**PROBLEM STATEMENT:**
Within the listing below, please copy exactly the lines between the line holding "What do you see at coordinates (324, 140)" and the line holding "The image size is (631, 355).", inclusive.

**PROVIDED ENTRIES:**

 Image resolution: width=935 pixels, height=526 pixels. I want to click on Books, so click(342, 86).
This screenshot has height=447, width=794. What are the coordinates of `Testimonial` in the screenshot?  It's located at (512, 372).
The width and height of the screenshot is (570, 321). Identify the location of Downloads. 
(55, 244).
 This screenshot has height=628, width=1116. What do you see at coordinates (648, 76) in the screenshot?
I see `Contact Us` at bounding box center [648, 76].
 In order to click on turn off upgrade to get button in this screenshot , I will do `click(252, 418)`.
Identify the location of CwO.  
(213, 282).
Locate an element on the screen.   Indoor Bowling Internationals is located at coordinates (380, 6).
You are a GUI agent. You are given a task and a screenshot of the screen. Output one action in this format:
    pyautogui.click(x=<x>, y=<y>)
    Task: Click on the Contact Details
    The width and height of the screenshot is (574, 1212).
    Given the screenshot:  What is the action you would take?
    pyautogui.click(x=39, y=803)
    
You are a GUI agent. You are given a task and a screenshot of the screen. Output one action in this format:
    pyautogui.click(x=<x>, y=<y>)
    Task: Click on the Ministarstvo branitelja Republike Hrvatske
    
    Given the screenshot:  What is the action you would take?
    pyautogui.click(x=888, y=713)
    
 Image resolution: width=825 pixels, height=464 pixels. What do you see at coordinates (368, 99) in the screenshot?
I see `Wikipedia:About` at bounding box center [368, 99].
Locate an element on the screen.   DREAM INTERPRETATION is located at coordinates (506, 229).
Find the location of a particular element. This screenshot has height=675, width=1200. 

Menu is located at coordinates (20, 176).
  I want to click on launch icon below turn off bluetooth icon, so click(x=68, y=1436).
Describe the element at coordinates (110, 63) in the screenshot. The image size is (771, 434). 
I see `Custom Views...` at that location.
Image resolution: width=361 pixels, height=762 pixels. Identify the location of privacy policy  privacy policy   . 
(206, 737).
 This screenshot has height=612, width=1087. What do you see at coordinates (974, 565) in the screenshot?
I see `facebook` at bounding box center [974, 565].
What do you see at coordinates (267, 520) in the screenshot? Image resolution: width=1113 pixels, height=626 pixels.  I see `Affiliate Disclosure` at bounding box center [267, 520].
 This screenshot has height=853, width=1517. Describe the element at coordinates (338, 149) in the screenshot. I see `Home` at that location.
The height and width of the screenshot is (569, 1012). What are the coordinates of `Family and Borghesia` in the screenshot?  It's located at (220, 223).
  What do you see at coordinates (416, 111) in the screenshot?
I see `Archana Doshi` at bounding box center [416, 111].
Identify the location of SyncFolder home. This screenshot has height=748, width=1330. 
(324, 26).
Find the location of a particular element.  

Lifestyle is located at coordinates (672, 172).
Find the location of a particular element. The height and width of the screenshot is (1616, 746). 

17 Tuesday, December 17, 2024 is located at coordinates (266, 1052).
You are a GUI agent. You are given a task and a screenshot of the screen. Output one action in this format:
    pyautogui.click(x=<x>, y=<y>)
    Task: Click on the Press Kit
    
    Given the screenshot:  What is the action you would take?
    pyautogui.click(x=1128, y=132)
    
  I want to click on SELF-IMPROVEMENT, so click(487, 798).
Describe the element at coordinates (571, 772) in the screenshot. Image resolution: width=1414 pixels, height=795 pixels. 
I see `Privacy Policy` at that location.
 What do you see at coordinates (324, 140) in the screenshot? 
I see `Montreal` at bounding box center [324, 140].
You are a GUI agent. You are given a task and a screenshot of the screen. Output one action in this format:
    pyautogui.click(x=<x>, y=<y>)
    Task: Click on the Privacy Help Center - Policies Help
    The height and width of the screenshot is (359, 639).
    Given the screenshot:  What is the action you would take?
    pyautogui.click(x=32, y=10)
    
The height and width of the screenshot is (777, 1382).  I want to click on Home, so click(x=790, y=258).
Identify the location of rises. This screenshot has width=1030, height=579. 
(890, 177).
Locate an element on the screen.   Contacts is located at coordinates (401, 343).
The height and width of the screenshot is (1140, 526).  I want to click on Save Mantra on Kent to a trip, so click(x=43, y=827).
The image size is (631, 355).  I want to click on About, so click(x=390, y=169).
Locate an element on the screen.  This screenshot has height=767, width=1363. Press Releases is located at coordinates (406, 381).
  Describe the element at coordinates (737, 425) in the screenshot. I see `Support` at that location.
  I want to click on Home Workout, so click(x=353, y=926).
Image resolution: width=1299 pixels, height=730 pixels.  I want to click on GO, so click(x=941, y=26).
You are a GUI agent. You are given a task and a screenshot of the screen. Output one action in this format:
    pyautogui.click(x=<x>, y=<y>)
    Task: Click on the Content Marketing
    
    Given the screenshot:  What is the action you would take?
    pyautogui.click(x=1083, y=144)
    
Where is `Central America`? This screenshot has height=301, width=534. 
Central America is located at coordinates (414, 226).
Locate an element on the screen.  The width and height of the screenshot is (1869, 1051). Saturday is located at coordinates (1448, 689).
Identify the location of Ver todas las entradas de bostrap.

**REPLY:**
 What do you see at coordinates (324, 140) in the screenshot? 
I see `Montreal` at bounding box center [324, 140].
You are a GUI agent. You are given a task and a screenshot of the screen. Output one action in this format:
    pyautogui.click(x=<x>, y=<y>)
    Task: Click on the Privacy Help Center - Policies Help
    The height and width of the screenshot is (359, 639).
    Given the screenshot:  What is the action you would take?
    pyautogui.click(x=32, y=10)
    
The height and width of the screenshot is (777, 1382).  I want to click on Home, so click(x=790, y=258).
Identify the location of rises. This screenshot has width=1030, height=579. 
(890, 177).
Locate an element on the screen.   Contacts is located at coordinates (401, 343).
The height and width of the screenshot is (1140, 526).  I want to click on Save Mantra on Kent to a trip, so click(x=43, y=827).
The image size is (631, 355).  I want to click on About, so click(x=390, y=169).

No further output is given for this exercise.